Jesus christ this is painful to watch.
Coming back to
babyferrari 's point, I've been thinking about this, and I think it may be a (much) more widespread issue than we see on here.
One thing that sticks out in the last few weeks especially is that FIAT are desperate to avoid giving out replacement cars at any cost. From
dcs1 's experience, this policy has been firmed up recently (odd if an update is nearly ready).
I can only conclude that FIAT (UK or internationally) are worried about the floodgates opening if replacement cars are issued.
Let's say for a minute that "only" 50 cars are affected (still far more than we've had on here). Let's assume that they're all pretty bog standard pops, with a couple of extras- 10 grand retail (keeps the numbers round).
Now, you might say "Ah, but that's half a million quid's worth of car you're writing off by issuing replacements".
Retail price, yes, but FIAT UK won't pay anywhere near that. How much they do pay, I don't know. IIRC at launch dealers were on 6% margin (on a 3% + 3% satisfaction basis), so let's say FIAT UK buy them at 70% retail (so are on a 24% margin after dealer margin- that's very, very narrow )- 7 grand a piece. For a start, I suspect dealers are on (much) more now. Hell, we know 3 grand is an achievable discount. No way you'd ever sell even a pre-reg at "factory door" price.
Anyway, let's run with it. Now we're at £350k.
However, this assumes that the rejected cars go straight into a crusher, which there's no chance of for an issue like this. Maybe they'd get offered to dealers at a big discount as "showroom only" cars or FIAT UK would use them as show cars, after which they'd be stripped for parts (even if you're only pulling the wheels/tyres/interiors you're down to a few grand cost per car). The 500 is old enough that the secondhand parts market must be thriving. Maybe that's not realistic but you would think FIAT UK could find something to use them for.
That would be chump change.
With the update being imminently available the whole "don't issue replacements" policy looks even stranger- if you had any confidence in the update you'd be tripping over yourself to get replacements out to those that have pushed for them (because, as they're showing, these are the people that can cause the brand the most damage) and taking the old cars back. Apply the update to them and flog them on through the approved used channel. Job done, and you're probably losing 2 grand per car, if that. But saving a lot more.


**ACTION ITEM:** What is needed here is every line of the records that includes "Source".

***** DATA SUPPLIED

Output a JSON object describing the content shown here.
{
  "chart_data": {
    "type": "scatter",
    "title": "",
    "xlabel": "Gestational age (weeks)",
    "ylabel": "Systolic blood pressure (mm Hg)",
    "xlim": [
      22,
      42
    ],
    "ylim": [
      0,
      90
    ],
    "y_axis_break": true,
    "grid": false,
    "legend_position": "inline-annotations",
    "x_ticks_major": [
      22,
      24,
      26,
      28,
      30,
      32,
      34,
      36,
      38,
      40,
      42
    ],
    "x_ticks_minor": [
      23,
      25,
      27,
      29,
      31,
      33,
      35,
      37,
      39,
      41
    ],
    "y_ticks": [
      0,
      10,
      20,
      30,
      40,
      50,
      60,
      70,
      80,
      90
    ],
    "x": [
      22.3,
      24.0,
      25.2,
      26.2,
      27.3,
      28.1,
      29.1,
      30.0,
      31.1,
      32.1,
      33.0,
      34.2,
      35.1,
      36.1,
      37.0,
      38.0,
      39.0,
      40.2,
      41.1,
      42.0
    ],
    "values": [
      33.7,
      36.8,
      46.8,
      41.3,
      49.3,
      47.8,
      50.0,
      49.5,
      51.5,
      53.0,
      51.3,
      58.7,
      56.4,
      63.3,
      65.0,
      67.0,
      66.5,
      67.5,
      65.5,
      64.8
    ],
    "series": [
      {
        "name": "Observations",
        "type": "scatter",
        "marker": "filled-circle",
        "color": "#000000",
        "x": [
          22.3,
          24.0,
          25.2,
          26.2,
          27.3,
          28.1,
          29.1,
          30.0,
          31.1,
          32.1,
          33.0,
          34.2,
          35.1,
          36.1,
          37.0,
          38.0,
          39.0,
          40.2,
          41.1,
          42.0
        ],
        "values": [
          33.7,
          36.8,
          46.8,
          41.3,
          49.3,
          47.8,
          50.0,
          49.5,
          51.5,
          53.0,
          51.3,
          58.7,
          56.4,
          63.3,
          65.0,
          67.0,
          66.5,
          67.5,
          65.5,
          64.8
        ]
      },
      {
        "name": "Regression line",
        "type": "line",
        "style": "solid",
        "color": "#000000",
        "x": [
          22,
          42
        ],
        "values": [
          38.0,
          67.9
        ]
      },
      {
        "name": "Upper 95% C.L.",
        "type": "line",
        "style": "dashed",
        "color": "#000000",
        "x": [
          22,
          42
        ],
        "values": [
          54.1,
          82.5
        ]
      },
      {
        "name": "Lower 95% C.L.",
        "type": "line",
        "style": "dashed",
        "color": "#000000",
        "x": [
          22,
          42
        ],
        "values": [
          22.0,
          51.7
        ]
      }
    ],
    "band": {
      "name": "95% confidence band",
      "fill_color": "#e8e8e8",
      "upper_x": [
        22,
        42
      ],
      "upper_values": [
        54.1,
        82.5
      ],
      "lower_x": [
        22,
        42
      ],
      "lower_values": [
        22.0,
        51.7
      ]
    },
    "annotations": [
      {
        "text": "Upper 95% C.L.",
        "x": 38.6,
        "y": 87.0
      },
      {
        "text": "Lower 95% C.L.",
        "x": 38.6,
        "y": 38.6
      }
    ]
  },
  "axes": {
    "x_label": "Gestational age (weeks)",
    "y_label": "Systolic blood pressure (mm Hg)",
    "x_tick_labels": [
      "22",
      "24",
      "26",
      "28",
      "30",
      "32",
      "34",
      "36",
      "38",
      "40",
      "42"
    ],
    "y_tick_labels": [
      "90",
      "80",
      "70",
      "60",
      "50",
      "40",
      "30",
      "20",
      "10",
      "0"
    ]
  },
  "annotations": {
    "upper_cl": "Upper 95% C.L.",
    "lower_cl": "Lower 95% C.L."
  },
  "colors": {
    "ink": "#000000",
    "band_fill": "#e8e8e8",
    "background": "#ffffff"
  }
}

**********
***** DATA SUPPLIED

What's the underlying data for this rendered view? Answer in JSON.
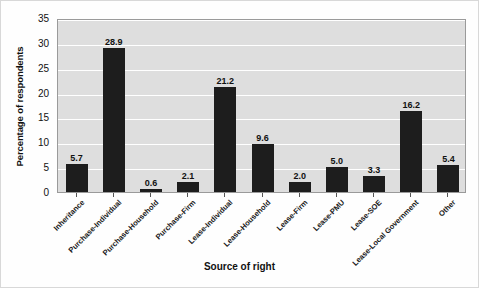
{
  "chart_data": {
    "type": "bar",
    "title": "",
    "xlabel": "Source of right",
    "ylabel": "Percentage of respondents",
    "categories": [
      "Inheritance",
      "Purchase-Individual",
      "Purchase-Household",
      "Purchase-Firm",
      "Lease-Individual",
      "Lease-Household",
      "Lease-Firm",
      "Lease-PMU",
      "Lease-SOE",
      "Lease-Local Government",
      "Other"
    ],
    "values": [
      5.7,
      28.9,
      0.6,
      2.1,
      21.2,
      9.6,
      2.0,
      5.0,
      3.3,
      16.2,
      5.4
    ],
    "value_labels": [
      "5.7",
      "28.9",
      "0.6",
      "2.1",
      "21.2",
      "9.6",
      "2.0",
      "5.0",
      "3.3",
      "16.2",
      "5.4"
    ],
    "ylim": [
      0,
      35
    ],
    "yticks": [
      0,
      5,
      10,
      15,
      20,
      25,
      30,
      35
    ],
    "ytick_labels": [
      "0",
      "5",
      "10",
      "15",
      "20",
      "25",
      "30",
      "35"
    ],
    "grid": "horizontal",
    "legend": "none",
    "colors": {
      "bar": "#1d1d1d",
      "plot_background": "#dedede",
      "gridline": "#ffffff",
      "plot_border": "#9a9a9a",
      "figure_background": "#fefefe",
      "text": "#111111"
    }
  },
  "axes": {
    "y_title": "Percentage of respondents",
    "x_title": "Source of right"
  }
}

**********

**ANSWER TO THIS TASK:**
    "xlabel": "Source of right",
    "x_title": "Source of right"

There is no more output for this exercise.